I stare at my own knuckles until the whiteness fades. The truth presses on my ribs like a second heartbeat. I don’t want to ruin a family because a man and I can’t keep our hands to ourselves.
I also want him. I want him when I’m stocking saline. I want him when the fans squeak. I want him at the stupid lemonade standand in the line for the taco truck and in every doorway between here and sleep.
And in that horse stall again. And again.
I’ve never done anything like that before. Not even groping in public, much less the…other stuff. But I was so happy he wasn’t too hurt that I couldn’t control myself.
No. Scratch that—I refused to control myself.

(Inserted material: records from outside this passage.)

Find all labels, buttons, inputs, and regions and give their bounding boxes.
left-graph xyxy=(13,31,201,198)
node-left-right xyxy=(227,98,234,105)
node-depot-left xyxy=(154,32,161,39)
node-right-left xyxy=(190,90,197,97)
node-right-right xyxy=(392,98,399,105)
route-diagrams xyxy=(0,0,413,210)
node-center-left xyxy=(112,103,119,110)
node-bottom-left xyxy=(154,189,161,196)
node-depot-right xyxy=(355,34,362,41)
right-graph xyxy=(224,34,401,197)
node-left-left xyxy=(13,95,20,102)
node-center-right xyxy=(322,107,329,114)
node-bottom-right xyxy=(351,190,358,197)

I want to ask Mac what to do, how to fix this mess. But asking means saying his name. Saying his name means it belongs to more people than me and him. I’m not ready to be out about Brick—not to Mac, not to anyone. It’s still too fragile. If someone else touches it, it might fall wrong and break.

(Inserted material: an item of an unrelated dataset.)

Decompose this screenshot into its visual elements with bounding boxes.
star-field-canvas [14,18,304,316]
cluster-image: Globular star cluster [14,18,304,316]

“Fine,” she says, reading my silence like a page she’s already photographed. “Keep your secrets.”
“I don’t have secrets,” I say, which is so ridiculous we both laugh.

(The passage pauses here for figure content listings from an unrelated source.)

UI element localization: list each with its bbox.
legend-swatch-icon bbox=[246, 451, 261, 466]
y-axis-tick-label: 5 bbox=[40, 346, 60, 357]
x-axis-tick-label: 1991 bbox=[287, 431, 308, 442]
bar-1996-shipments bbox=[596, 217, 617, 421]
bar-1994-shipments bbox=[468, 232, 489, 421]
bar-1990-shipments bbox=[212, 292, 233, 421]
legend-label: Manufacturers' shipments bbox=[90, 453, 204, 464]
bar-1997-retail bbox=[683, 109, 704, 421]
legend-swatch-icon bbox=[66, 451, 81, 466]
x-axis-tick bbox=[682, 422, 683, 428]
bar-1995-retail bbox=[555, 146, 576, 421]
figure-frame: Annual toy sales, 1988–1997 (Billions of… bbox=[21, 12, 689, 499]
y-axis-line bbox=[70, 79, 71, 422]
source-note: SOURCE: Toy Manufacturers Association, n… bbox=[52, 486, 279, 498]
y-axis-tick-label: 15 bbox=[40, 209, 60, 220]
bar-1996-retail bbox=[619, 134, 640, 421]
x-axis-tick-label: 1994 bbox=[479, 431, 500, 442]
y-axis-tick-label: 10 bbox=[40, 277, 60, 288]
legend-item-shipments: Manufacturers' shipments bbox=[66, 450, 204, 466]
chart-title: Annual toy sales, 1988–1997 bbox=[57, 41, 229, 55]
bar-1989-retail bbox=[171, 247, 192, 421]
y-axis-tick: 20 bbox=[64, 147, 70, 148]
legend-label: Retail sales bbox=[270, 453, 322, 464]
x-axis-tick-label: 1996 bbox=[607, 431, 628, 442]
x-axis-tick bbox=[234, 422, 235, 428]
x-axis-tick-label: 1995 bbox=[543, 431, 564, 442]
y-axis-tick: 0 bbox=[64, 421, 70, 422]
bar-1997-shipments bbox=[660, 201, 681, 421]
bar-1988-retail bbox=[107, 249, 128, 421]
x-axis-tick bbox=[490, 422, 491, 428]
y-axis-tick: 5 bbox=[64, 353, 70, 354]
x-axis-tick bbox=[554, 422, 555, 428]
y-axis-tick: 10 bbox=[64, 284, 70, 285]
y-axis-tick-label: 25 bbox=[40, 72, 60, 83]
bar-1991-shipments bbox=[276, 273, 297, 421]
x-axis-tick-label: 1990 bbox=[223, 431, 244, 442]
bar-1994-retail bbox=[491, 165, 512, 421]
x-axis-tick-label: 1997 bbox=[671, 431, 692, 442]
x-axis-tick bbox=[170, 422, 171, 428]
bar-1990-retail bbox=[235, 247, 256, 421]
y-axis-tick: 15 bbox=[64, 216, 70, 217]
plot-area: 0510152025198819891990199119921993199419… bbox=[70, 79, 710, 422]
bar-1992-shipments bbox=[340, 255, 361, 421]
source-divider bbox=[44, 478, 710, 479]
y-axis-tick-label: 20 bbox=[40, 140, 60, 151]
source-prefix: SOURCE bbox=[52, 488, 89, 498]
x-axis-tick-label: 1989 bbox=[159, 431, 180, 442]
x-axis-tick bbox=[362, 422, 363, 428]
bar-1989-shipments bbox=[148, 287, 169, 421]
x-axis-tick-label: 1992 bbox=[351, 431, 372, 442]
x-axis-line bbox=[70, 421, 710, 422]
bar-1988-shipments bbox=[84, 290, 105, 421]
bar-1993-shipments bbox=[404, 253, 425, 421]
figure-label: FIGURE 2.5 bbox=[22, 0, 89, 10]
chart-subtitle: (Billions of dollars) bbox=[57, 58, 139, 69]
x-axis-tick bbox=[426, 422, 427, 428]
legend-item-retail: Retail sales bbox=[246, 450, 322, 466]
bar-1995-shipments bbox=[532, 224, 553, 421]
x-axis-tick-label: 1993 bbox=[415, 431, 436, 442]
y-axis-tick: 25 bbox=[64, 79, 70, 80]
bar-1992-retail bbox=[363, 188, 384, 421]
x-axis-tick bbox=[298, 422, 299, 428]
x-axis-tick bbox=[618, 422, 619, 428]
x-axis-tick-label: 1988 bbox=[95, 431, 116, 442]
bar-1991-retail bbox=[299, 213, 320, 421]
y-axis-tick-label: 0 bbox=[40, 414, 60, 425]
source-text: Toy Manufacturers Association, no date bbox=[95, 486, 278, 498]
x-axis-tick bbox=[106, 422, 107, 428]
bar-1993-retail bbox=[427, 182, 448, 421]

She rests her elbow on the table. “I will say one thing—I’m really glad my hookup is with a woman, so I don’t have to think about protection. Had a pregnancy scare in college, and that was one too many. Zero out of ten, do not recommend.”
“Huh. I thought your hookup was a guy.”
“I might have implied it was a guy to keep you off the track of things a time or two…” She grins.
“And you had a pregnancy scare in college?”
She nods. “I didn’t talk about it much because I was too freaked out.”
My mouth says, “That must have been terrifying,” while my brain catches on the words like a sweater on a nail.
“Anyway, my hookup is spontaneous,” Mac says, blush high on her cheeks now that she’s given me something honest and heavy. “Like, truly impulsive. Like, ‘let’s take a left and see what happens.’ Which is not my type, historically.”
“You dated a librarian. Your type was Dewey Decimal.”
“Exactly.” She points the straw at me. “Now it’s…not.”
“So does this spontaneous woman have a name?” I ask, trying to make it easier. “Even a fake one?”
“Yes,” she says, smiling like she’s keeping a secret from herself as much as me. “And I’m not telling you.”
“Cruel.”
“Fair.”
“She likes spontaneity…” I say, and I hear my own voice go far away as the film in my head starts. Brick, laughing in the stall behind the chutes. Brick holding my shoulders in the trailer like the world was the size of his hands. Brick at my door when the sky turned the color of copper and he decided the evening had something to say to us. “So does the guy I—” I stop myself so fast my tongue stings. “So does a guy I know.”
Mac pounces. “The guy you what?”
“Nothing,” I say, too quickly. I steady my voice. “He’s spontaneous. That’s all.”
“Then you are in danger,” she says, delighted. “Spontaneous men and women are chaos. Delicious chaos. You, of all people, deserve delicious chaos.”
“Spoken like a woman who hasn’t seen my schedule.” I reach for my water bottle. My hands are steady, but my throat is sand. “Delicious chaos sounds expensive.”